Bridge over troubled waters

Feasibility study  meets with frustration from elected officials and residents

-By Dan Murphy

The clear consensus among the elected officials and roughly 50 West End residents at the Amy Lowell Apartments last Tuesday suggests that the state’s feasibility study now underway for the proposed Leverett Circle Pedestrian Bridge is an exercise in futility.

“This is a tremendous waste of time and money,” City Council President Mike Ross said. “No bridge in the history of Massachusetts has had this much discussion. Either build it or don’t build it, just stop wasting our time.”

Massachusetts Department of Transportation (MassDOT) Project Manager Amy Getchell said the approximately $70,000 study would evaluate three alternatives – a no-build option that would maintain existing at-grade pedestrian and bicycle access, a bridge with no at-grade crossings and, finally, a bridge with at-grade crossings.

Criteria used in the study include safety for all users, security, length of travel and cost and construction, among other considerations.

In June of 2011, the study team is scheduled to submit its final recommendations to officials from MassDOT and the Department of Conservation and Recreation (DCR), the agency that would ultimately have jurisdiction over the bridge. MassDOT Secretary and CEO Jeffrey Mullan committed to deciding on the matter by the early summer, Getchell said.

State Rep. Marty Walz voiced her concern that one alternative proposed doing away with at-grade access at the intersection.

“I’m absolutely mystified as to why we’re getting rid of at-grade crossings,” Walz said. “To take away an improvement to this community…makes no sense to me whatsoever.”

Bob O’Brien, executive director of the Downtown North Association, said both a bridge and at-grade crossings were necessary for user safety in light of proposed large-scale development in the area, including planned expansions of the Massachusetts General Hospital and Massachusetts Eye and Ear Infirmary campuses.

“Our position has always been in favor of a tandem strategy that involves rehabilitation of the pedestrian bridge and at-grade improvements,” O’Brien said.

Meanwhile, longtime proponents of the bridge expressed frustration with the lack of progress made to date, especially since the outcome of the study evidently provides no assurance that the state will actually build the overpass.

“We are entitled to a bridge, and we demand it,” said Ivy Turner, a West End Council member and a Whittier Place trustee. “We will accept nothing less.”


All the data should be transcribed exactly, with every line kept.

# Information provided
■ ■ ■
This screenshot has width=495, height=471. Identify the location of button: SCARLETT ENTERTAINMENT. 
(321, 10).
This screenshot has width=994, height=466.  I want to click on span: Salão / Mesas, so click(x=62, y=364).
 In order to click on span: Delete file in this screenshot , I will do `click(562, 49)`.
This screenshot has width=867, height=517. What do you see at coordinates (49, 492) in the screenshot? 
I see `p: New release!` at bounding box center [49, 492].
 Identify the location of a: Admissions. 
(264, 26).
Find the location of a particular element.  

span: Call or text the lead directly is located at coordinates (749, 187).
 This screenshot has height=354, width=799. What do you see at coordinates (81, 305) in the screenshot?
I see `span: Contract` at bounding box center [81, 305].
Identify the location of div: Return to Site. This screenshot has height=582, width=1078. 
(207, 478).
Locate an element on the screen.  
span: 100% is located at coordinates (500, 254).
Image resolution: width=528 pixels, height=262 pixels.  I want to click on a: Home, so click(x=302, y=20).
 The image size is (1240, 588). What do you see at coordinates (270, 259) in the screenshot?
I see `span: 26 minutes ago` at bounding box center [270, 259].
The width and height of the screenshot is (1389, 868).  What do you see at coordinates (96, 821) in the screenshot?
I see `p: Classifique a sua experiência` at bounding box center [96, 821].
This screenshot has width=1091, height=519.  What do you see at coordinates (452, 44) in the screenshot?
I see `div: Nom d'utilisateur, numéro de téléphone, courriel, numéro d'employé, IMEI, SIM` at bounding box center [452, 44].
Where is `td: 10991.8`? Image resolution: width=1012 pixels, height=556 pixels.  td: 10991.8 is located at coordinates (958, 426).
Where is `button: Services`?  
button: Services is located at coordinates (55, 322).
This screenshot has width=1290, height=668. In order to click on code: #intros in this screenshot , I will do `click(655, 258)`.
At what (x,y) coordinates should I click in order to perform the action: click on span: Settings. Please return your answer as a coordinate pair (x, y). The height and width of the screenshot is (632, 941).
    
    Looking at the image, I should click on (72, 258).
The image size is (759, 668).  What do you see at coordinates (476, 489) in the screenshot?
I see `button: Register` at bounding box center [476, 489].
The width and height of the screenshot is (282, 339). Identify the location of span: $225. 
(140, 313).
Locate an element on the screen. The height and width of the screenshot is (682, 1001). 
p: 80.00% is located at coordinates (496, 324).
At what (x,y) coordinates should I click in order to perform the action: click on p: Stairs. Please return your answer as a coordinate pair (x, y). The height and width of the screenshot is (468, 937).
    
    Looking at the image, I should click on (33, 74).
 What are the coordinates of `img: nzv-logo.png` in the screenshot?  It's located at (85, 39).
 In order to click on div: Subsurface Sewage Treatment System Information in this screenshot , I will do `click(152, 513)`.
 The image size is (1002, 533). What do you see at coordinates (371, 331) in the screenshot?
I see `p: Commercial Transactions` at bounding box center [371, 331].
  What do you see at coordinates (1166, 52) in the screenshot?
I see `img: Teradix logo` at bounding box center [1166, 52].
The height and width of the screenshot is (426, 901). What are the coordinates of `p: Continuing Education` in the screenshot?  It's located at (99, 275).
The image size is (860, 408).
■ ■ ■
# Result
This screenshot has width=495, height=471. Identify the location of button: SCARLETT ENTERTAINMENT. 
(321, 10).
This screenshot has width=994, height=466.  I want to click on span: Salão / Mesas, so click(x=62, y=364).
 In order to click on span: Delete file in this screenshot , I will do `click(562, 49)`.
This screenshot has width=867, height=517. What do you see at coordinates (49, 492) in the screenshot? 
I see `p: New release!` at bounding box center [49, 492].
 Identify the location of a: Admissions. 
(264, 26).
Find the location of a particular element.  

span: Call or text the lead directly is located at coordinates (749, 187).
 This screenshot has height=354, width=799. What do you see at coordinates (81, 305) in the screenshot?
I see `span: Contract` at bounding box center [81, 305].
Identify the location of div: Return to Site. This screenshot has height=582, width=1078. 
(207, 478).
Locate an element on the screen.  
span: 100% is located at coordinates (500, 254).
Image resolution: width=528 pixels, height=262 pixels.  I want to click on a: Home, so click(x=302, y=20).
 The image size is (1240, 588). What do you see at coordinates (270, 259) in the screenshot?
I see `span: 26 minutes ago` at bounding box center [270, 259].
The width and height of the screenshot is (1389, 868).  What do you see at coordinates (96, 821) in the screenshot?
I see `p: Classifique a sua experiência` at bounding box center [96, 821].
This screenshot has width=1091, height=519.  What do you see at coordinates (452, 44) in the screenshot?
I see `div: Nom d'utilisateur, numéro de téléphone, courriel, numéro d'employé, IMEI, SIM` at bounding box center [452, 44].
Where is `td: 10991.8`? Image resolution: width=1012 pixels, height=556 pixels.  td: 10991.8 is located at coordinates (958, 426).
Where is `button: Services`?  
button: Services is located at coordinates (55, 322).
This screenshot has width=1290, height=668. In order to click on code: #intros in this screenshot , I will do `click(655, 258)`.
At what (x,y) coordinates should I click in order to perform the action: click on span: Settings. Please return your answer as a coordinate pair (x, y). The height and width of the screenshot is (632, 941).
    
    Looking at the image, I should click on (72, 258).
The image size is (759, 668).  What do you see at coordinates (476, 489) in the screenshot?
I see `button: Register` at bounding box center [476, 489].
The width and height of the screenshot is (282, 339). Identify the location of span: $225. 
(140, 313).
Locate an element on the screen. The height and width of the screenshot is (682, 1001). 
p: 80.00% is located at coordinates (496, 324).
At what (x,y) coordinates should I click in order to perform the action: click on p: Stairs. Please return your answer as a coordinate pair (x, y). The height and width of the screenshot is (468, 937).
    
    Looking at the image, I should click on (33, 74).
 What are the coordinates of `img: nzv-logo.png` in the screenshot?  It's located at (85, 39).
 In order to click on div: Subsurface Sewage Treatment System Information in this screenshot , I will do `click(152, 513)`.
 The image size is (1002, 533). What do you see at coordinates (371, 331) in the screenshot?
I see `p: Commercial Transactions` at bounding box center [371, 331].
  What do you see at coordinates (1166, 52) in the screenshot?
I see `img: Teradix logo` at bounding box center [1166, 52].
The height and width of the screenshot is (426, 901). What are the coordinates of `p: Continuing Education` in the screenshot?  It's located at (99, 275).
The image size is (860, 408).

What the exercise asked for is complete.